One More Reason Why Religious Liberty Laws Don’t Discriminate

This morning, I published a piece at The Gospel Coalition titled “Three Reasons Why Religious Liberty Laws Don’t Discriminate.” In my original post, I had three major points for why religious liberty legislation is unlike invidious discrimination.

  1. Invidious discrimination is an action that is legally required.

  2. Invidious discrimination is an action that is systemic.

  3. Invidious discrimination is an action that is irresolvable apart from government intervention.
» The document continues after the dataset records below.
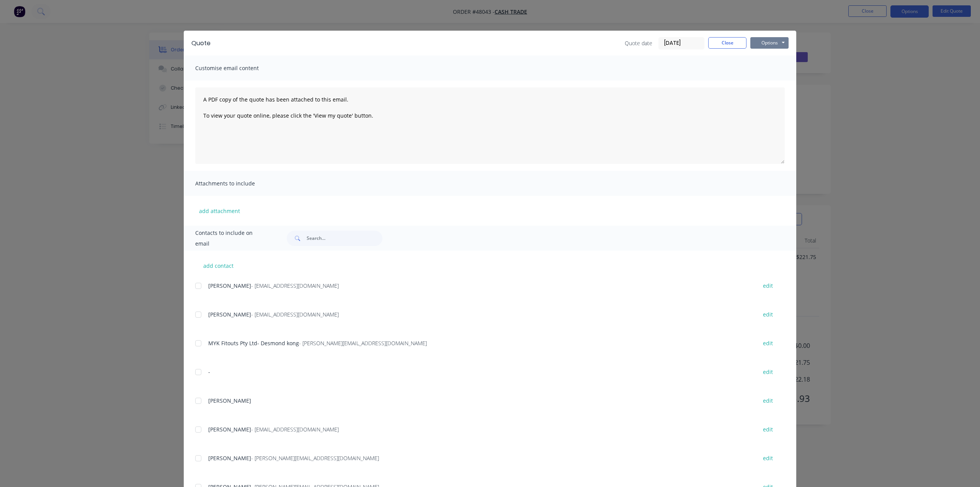 The height and width of the screenshot is (487, 980). What do you see at coordinates (219, 211) in the screenshot?
I see `button: add attachment` at bounding box center [219, 211].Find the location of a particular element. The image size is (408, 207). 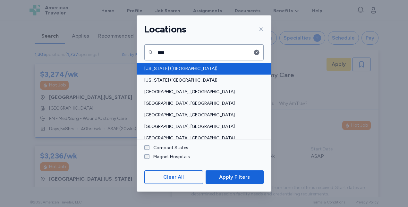

label: Compact States is located at coordinates (169, 148).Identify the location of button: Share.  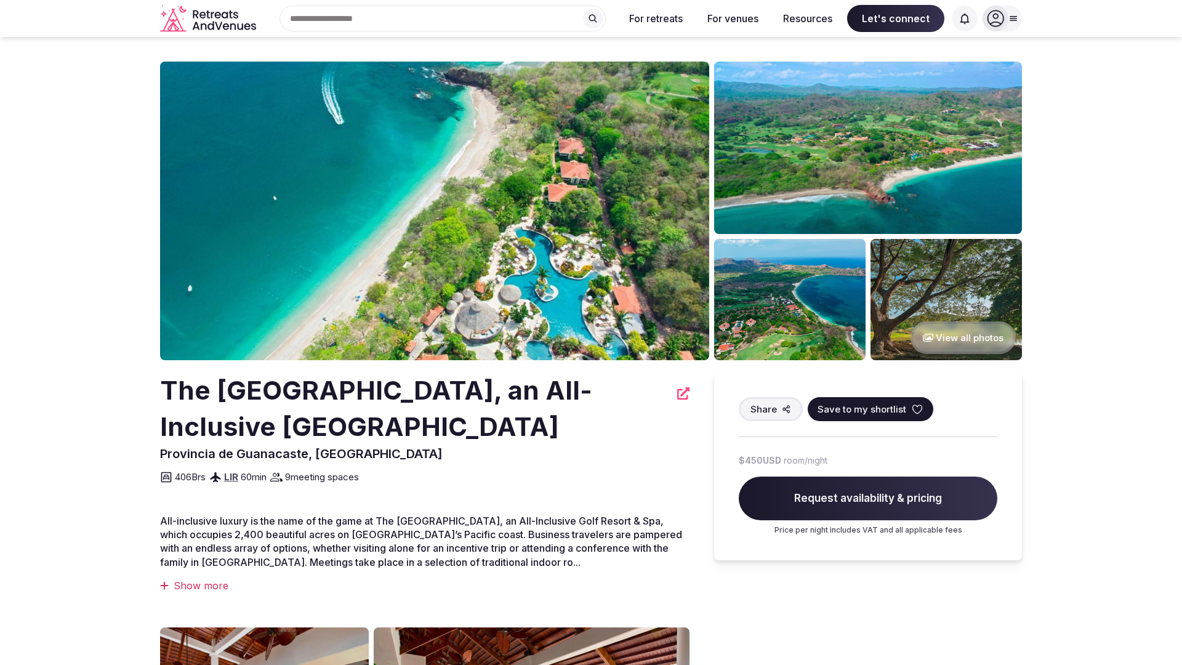
(771, 409). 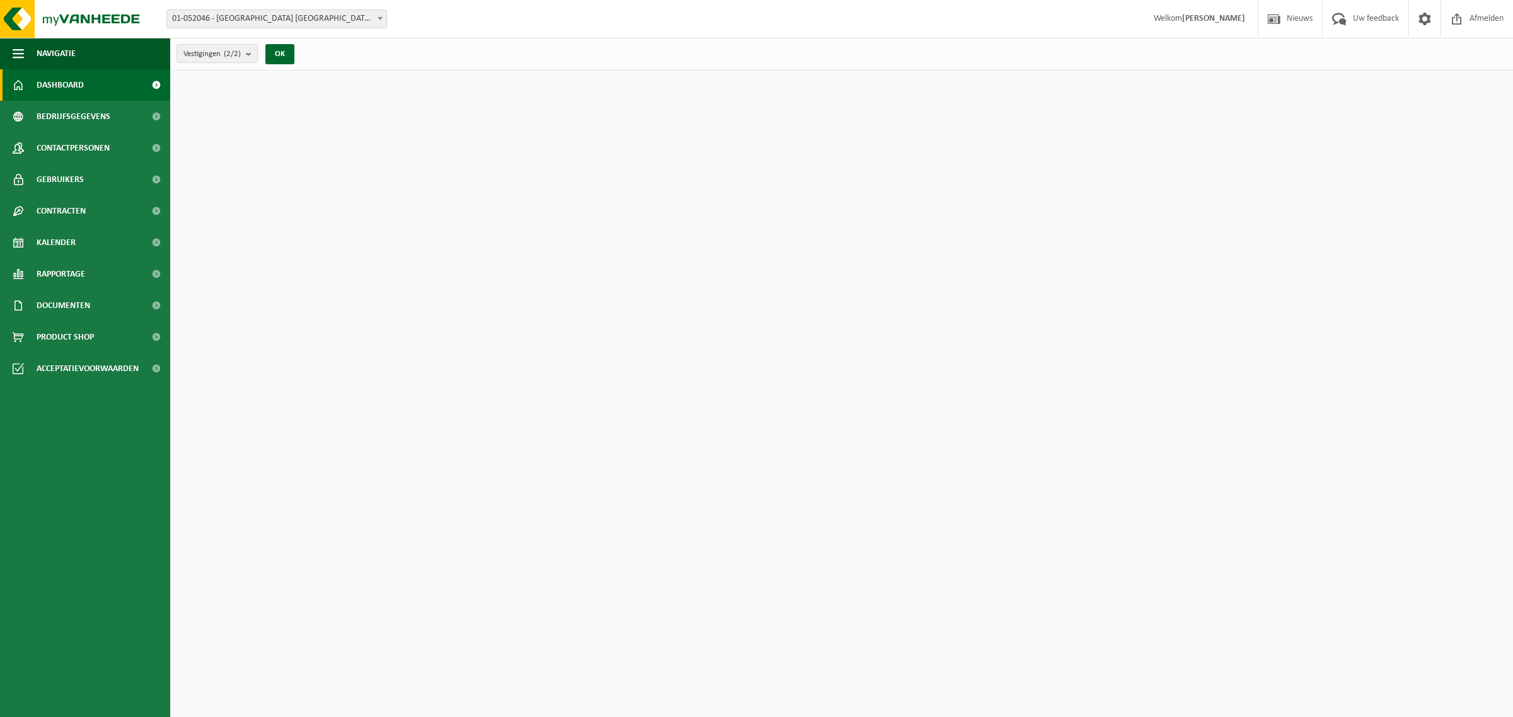 I want to click on span: Vestigingen, so click(x=212, y=54). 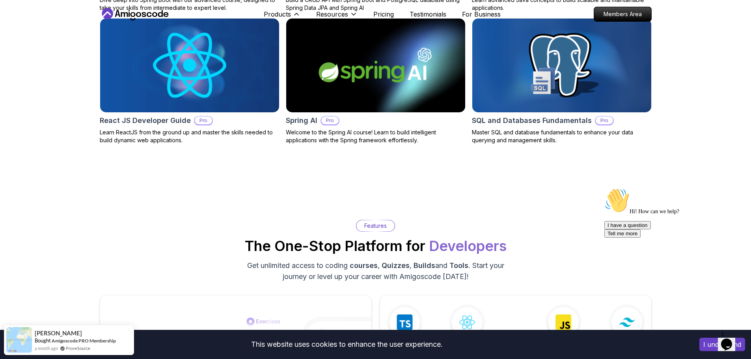 I want to click on span: Bought, so click(x=43, y=341).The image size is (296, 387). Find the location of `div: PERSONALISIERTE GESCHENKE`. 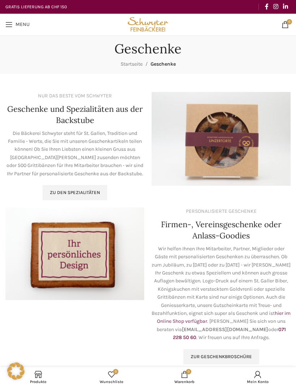

div: PERSONALISIERTE GESCHENKE is located at coordinates (221, 211).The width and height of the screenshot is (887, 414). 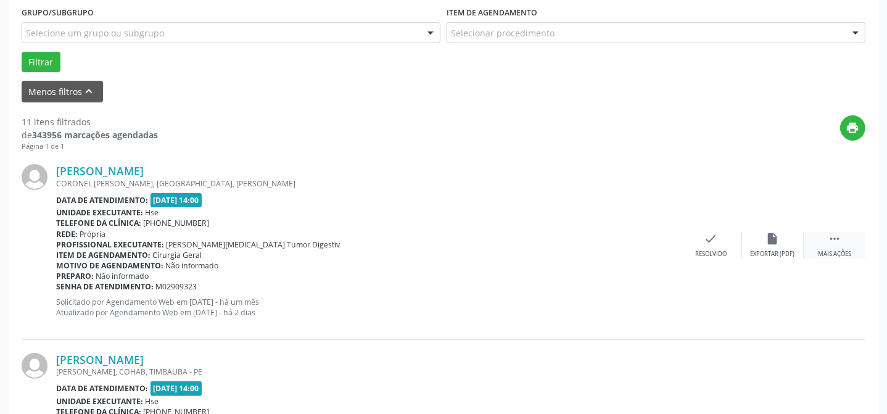 What do you see at coordinates (93, 234) in the screenshot?
I see `span: Própria` at bounding box center [93, 234].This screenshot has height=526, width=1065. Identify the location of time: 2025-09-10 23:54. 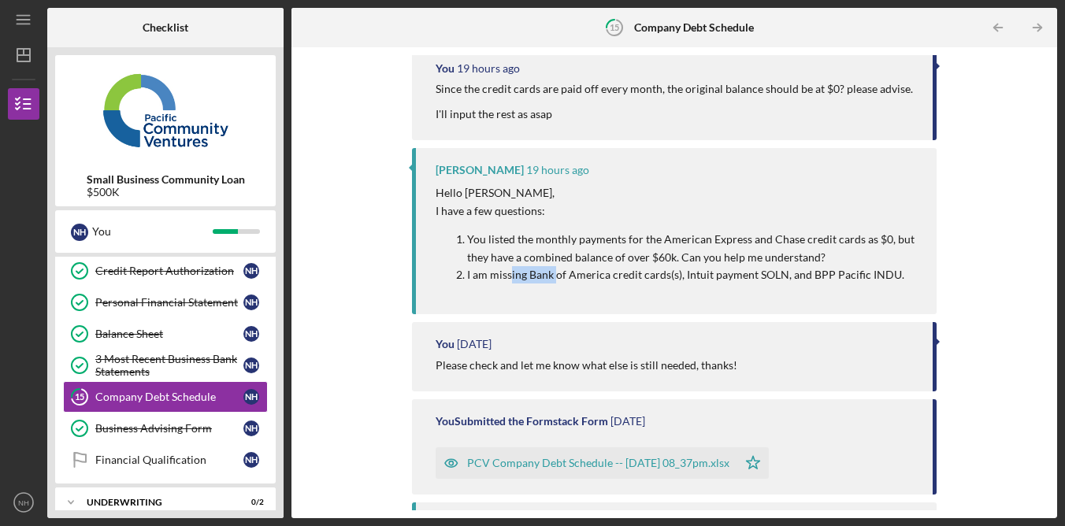
(488, 69). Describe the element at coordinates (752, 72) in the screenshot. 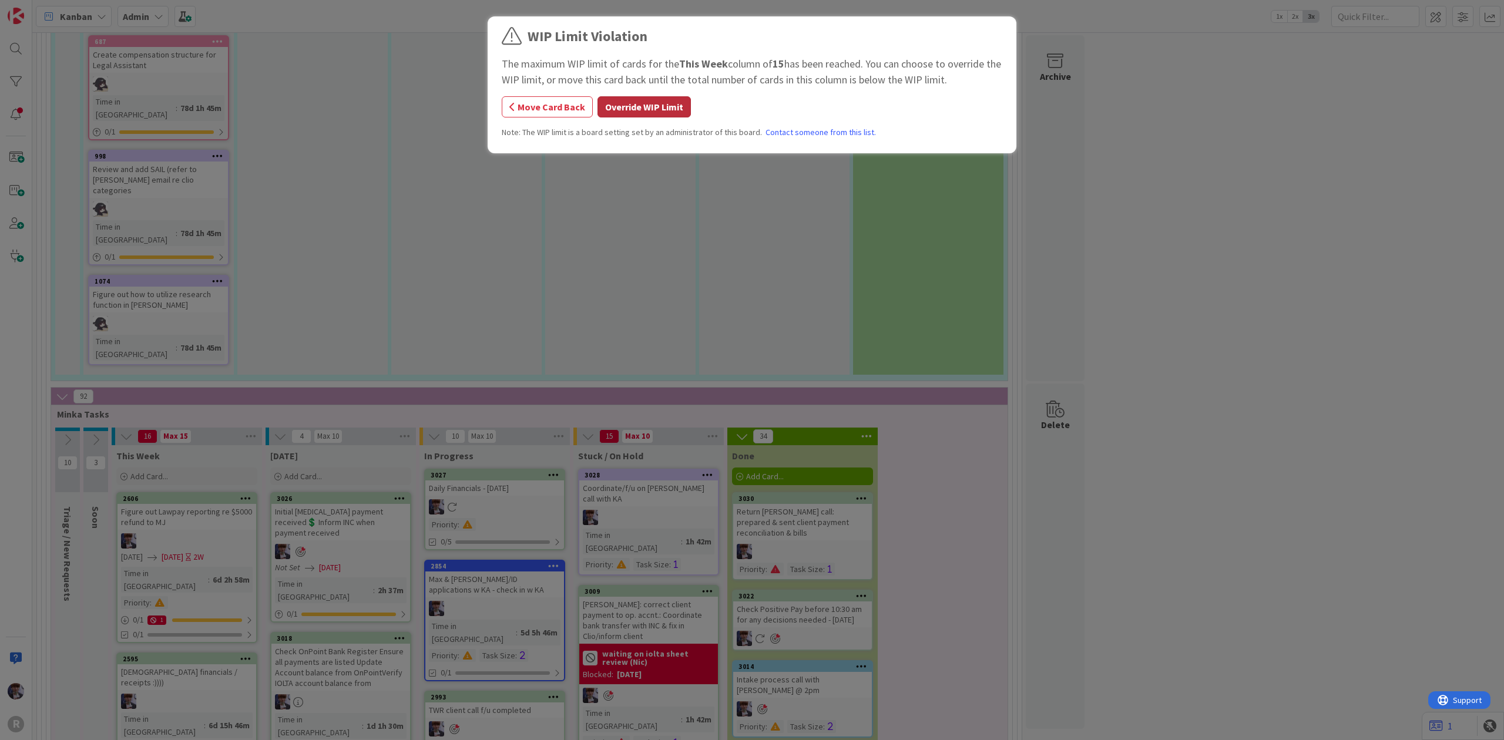

I see `div: The maximum WIP limit of cards for the column of has been reached. You can choose to override the...` at that location.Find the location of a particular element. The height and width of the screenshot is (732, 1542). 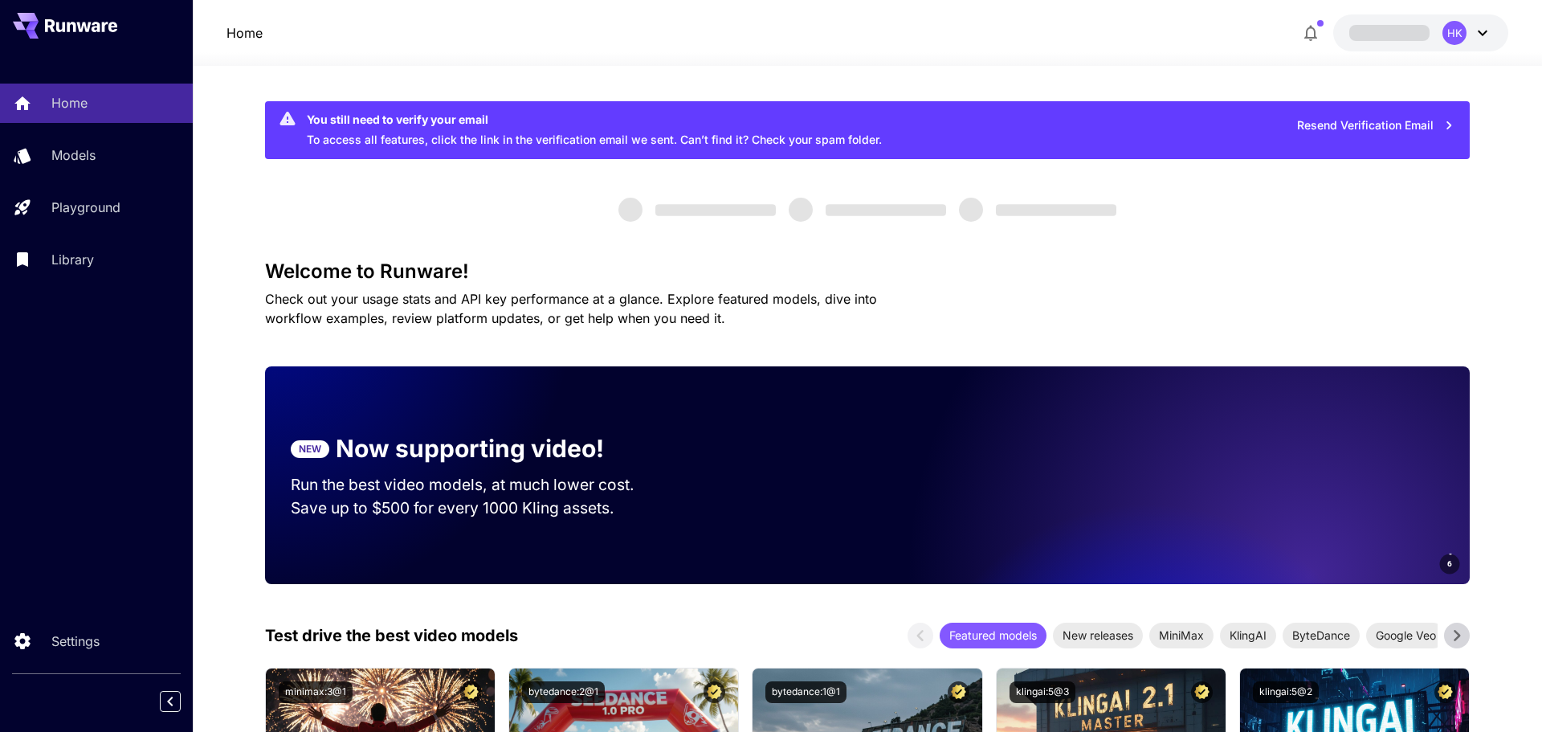

h3: Welcome to Runware! is located at coordinates (867, 271). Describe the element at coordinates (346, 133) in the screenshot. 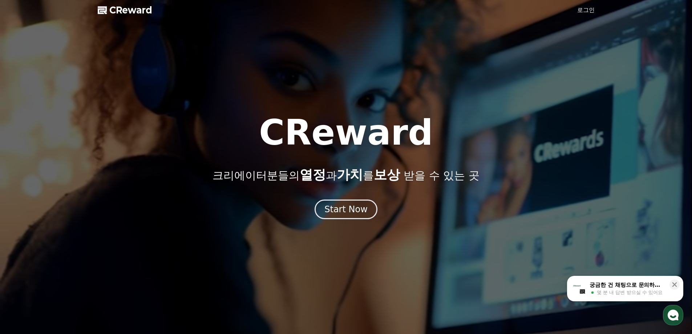

I see `h1: CReward` at that location.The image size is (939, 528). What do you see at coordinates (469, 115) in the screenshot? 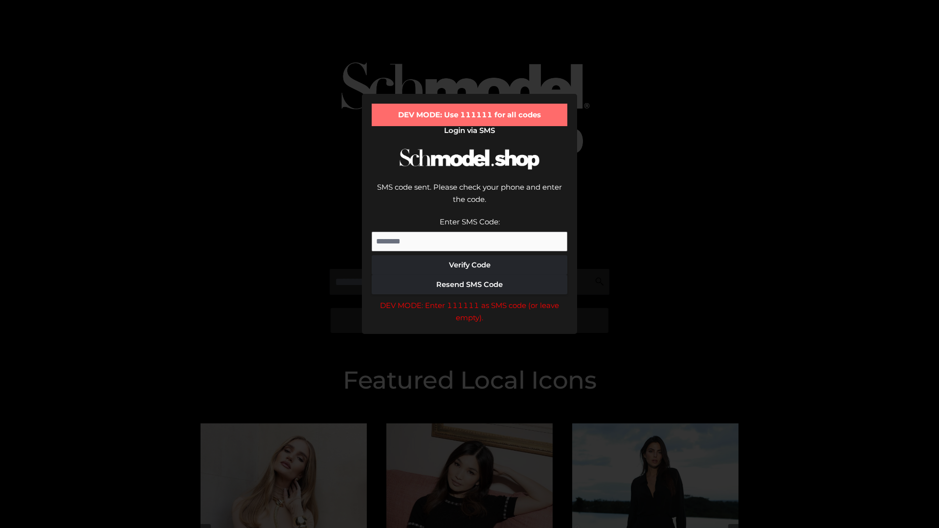
I see `div: DEV MODE: Use 111111 for all codes` at bounding box center [469, 115].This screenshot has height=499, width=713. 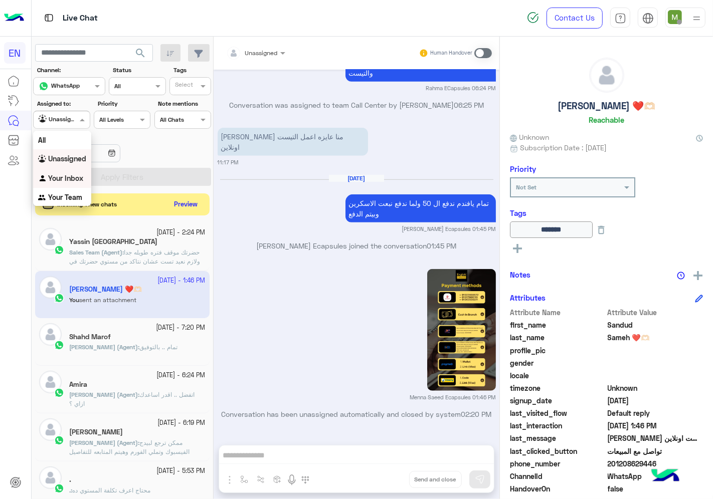 I want to click on img: notes, so click(x=681, y=276).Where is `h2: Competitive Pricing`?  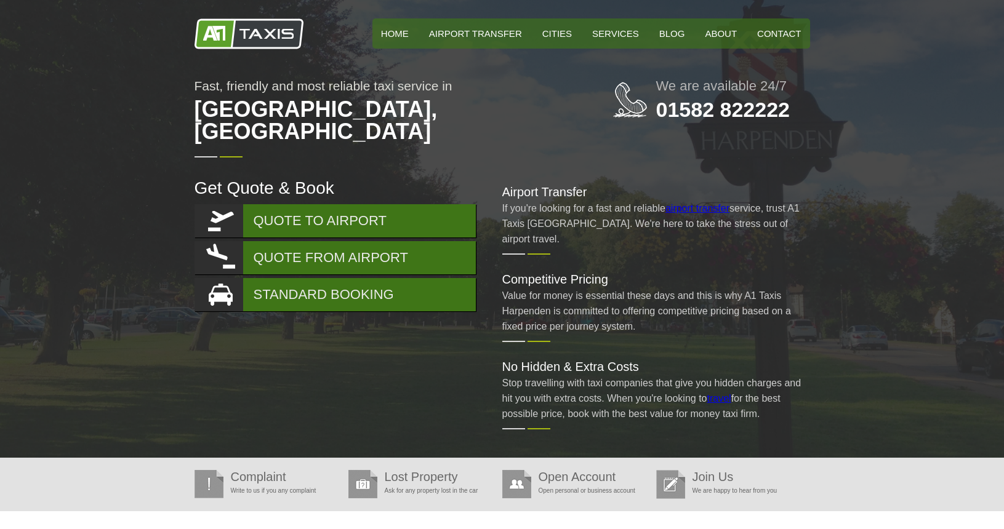
h2: Competitive Pricing is located at coordinates (656, 279).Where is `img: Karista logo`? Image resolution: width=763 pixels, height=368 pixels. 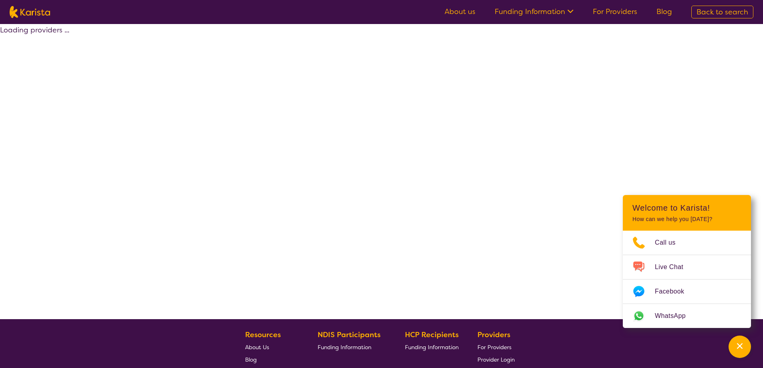 img: Karista logo is located at coordinates (30, 12).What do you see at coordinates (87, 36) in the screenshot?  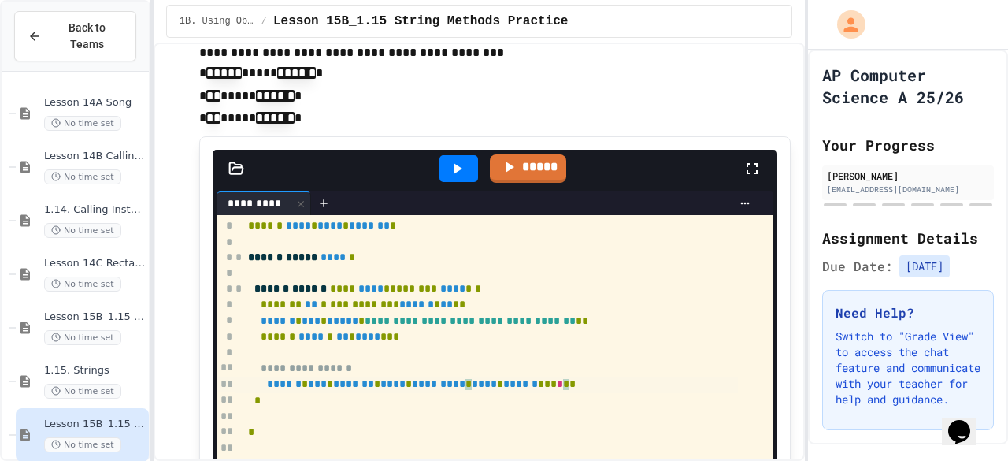 I see `span: Back to Teams` at bounding box center [87, 36].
I want to add a fourth reason.

Invidious discrimination is an action that is irrational. Invidious discrimination makes arbitrary, non-meaningful distinctions between persons. For example, regarding race, it makes no rational sense to segregate or discriminate against a class of people because of skin color. That is invidious. Skin color is irrelevant to what makes a person a fully integrated person. A person is a person regardless of skin color. In the cases involving bakers, florists, and photographers, they’re objecting to a false belief about marriage—namely, that two persons of the same-sex can form authentic marriages. It would be irrational, for example, for a baker to deny services to an interracial couple because a) the Bible doesn’t prohibit interracial marriages; b) interracial couples form real marriages. What makes the distinction very stark is that bakers, florists, and photographers object to the notion that gays and lesbians can enter authentic marriages, not who can marry since that is limited to complementary persons and based on sound reason and logic. This is not ultimately a question of who can enter marriage, but what marriage really is. And it isn’t irrational to believe that only men and women can form authentic marriages.